The next morning, with his girlfriend Codie, and teammate Julian Kislin with him in his West Village dorm, he decided he was coming back. He would be playing home games at Matthews Arena for one more year. 

After calling his dad, Harris called his coaches Jim Madigan and Jerry Keefe. 

“He just goes about his business and people see how hard he works, and it’s infectious, to be honest with you,” Keefe said of Harris. “I think Jordan definitely made the right decision coming back, being our captain, and leading the way.”

There were a lot of elements that factored into his decision, and finishing his degree was certainly one of them.
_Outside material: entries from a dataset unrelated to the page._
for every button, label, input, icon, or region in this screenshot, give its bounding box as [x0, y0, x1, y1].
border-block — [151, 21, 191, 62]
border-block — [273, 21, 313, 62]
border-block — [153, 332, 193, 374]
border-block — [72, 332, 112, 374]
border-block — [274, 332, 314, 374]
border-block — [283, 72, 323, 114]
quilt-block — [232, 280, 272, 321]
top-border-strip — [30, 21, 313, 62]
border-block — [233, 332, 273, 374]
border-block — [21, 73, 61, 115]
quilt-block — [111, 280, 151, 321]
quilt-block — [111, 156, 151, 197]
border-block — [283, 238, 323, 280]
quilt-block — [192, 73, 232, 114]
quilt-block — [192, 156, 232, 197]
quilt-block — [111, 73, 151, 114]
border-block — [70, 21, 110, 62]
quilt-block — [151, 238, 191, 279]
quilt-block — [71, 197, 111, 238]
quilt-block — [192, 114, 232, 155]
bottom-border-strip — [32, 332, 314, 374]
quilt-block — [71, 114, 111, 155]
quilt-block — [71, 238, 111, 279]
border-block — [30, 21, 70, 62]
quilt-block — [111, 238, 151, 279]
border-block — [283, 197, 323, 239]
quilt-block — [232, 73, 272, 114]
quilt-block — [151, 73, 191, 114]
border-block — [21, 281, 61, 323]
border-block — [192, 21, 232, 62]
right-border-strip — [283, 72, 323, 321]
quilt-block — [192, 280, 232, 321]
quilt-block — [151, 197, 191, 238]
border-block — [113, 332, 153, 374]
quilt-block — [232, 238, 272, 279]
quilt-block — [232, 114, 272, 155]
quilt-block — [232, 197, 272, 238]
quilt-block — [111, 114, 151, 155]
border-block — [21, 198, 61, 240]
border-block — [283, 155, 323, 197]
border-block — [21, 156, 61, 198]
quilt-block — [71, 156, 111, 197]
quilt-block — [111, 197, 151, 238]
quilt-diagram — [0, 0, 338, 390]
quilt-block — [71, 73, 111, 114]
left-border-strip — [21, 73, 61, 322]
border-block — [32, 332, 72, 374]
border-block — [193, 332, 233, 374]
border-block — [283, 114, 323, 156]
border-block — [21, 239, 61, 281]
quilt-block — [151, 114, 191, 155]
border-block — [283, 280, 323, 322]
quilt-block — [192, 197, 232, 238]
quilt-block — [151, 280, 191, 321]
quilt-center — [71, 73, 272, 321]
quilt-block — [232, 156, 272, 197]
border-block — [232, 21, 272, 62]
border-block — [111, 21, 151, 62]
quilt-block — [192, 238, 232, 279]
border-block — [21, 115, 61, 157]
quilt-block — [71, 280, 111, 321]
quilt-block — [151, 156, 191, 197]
“You hear stories of guys who turn pro and they’re not done with their degree five, six years down the road. Fortunately I didn’t have that many classes left this year, but it was nice to think I would be done. I’ll always have that, I’ll always have a Northeastern degree.”
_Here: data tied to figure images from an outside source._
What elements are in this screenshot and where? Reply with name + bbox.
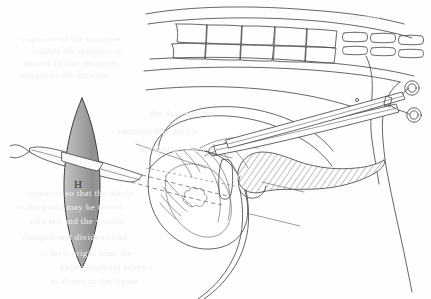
hatched-organ-group: [238, 152, 385, 198]
vertebral-column-group: [144, 7, 424, 82]
illustration-canvas: H: [0, 0, 431, 299]
surgical-illustration-figure: operativeexposure of the structurevisibl…: [0, 0, 431, 299]
lens-marker-group: H: [62, 98, 103, 268]
lens-label-h: H: [74, 178, 82, 190]
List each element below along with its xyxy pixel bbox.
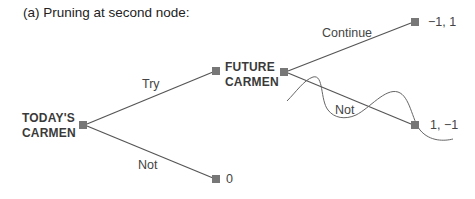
terminal-continue-square	[411, 18, 419, 26]
node-today-line1: TODAY'S	[22, 111, 74, 126]
node-today-square	[79, 121, 87, 129]
game-tree	[0, 0, 475, 199]
terminal-not-second-square	[411, 121, 419, 129]
node-future-line2: CARMEN	[225, 75, 275, 90]
node-future-label: FUTURE CARMEN	[225, 60, 275, 90]
node-future-in-square	[212, 67, 220, 75]
payoff-not-first: 0	[226, 172, 233, 186]
node-future-out-square	[280, 68, 288, 76]
prune-curve	[287, 77, 453, 140]
node-today-line2: CARMEN	[22, 126, 74, 141]
edge-label-not-second: Not	[335, 103, 354, 117]
payoff-continue: −1, 1	[428, 15, 456, 29]
edge-label-try: Try	[142, 77, 160, 91]
node-future-line1: FUTURE	[225, 60, 275, 75]
node-today-label: TODAY'S CARMEN	[22, 111, 74, 141]
terminal-not-first-square	[212, 175, 220, 183]
edge-label-continue: Continue	[322, 26, 372, 40]
payoff-not-second: 1, −1	[430, 118, 458, 132]
edge-label-not-first: Not	[138, 158, 157, 172]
Aside from academics, Harris was excited about the team Northeastern would put on the ice in the winter of 2021. It was a chance to make one more run at accomplishing something special after a year so adversely affected by COVID.

“You’re part of a team for three years and all you want to do is help lead your team and win championships as a group and do the best you can. Being part of the leadership group this year, I want nothing else than for us to win and do well. Coming back, that was one of the major things – having a full year and seeing what we can do with it.”

Keefe has had a front row seat to see Harris’ chemistry with his teammates since Harris arrived in 2018.

“Jordan has 28 best friends in that locker room that mean something to him. I think that’s a big part of it, too.”

Money was also something that Harris had to think about. At 21 years old, It’s not easy to wait another year for an NHL contract and a signing bonus. 

“The thought of making money doing your favorite thing in the world – who’s going to say they don’t want that?” he said. “But I really try to take that out of the equation because money’s money and hopefully it will always be there… I really try to not have that be the deciding factor.”

After his decision to come back for one more year, there wasn’t much down time for Harris and his teammates, but that was exactly how he wanted it. About half the team was there for spring workouts in May and June, and they practiced at 7 a.m. five days a week.

“Being able to do that as a team and work hard and really seeing how much guys want to be a part of a team and get better is huge,” he said. “Every team says they have a really good group, but our group this year is really high character, a lot of really good guys, and guys that are team first.”


At the end of the day, Jacobsak gave up money to leave school and sign a pro contract. He, like everyone else, got his COVID year of eligibility back from the NCAA. He could have come back for his fourth year and maintained the leverage to sign the bigger non-COVID contract he was initially expecting after that season. 

“I went back and forth in my head countless times,” he said. “Once they cut that thing down to five rounds, that was when I really started talking to Glavine… It was a last minute decision.”

Harris, on the other hand, gave up money to come back to school. He had the opportunity to sign the deal he was expecting, but chose to wait.

“Every day I woke up for two weeks and had a different thought… I woke up and said, you know what, I think I’m going to stay.”

Both watched the teams they hadn’t joined find success. Jacobsak watched the Northeastern baseball team win a CAA championship, while Harris watched the Canadiens make an unlikely run to the Stanley Cup Finals.

Neither of them had an easy choice, but they’re both confident in the decisions they made. Regardless of where they end up next, it’s evident that Jacobsak’s resilience and willingness to take a risk, and Harris’ commitment and leadership, will lead to success wherever they go.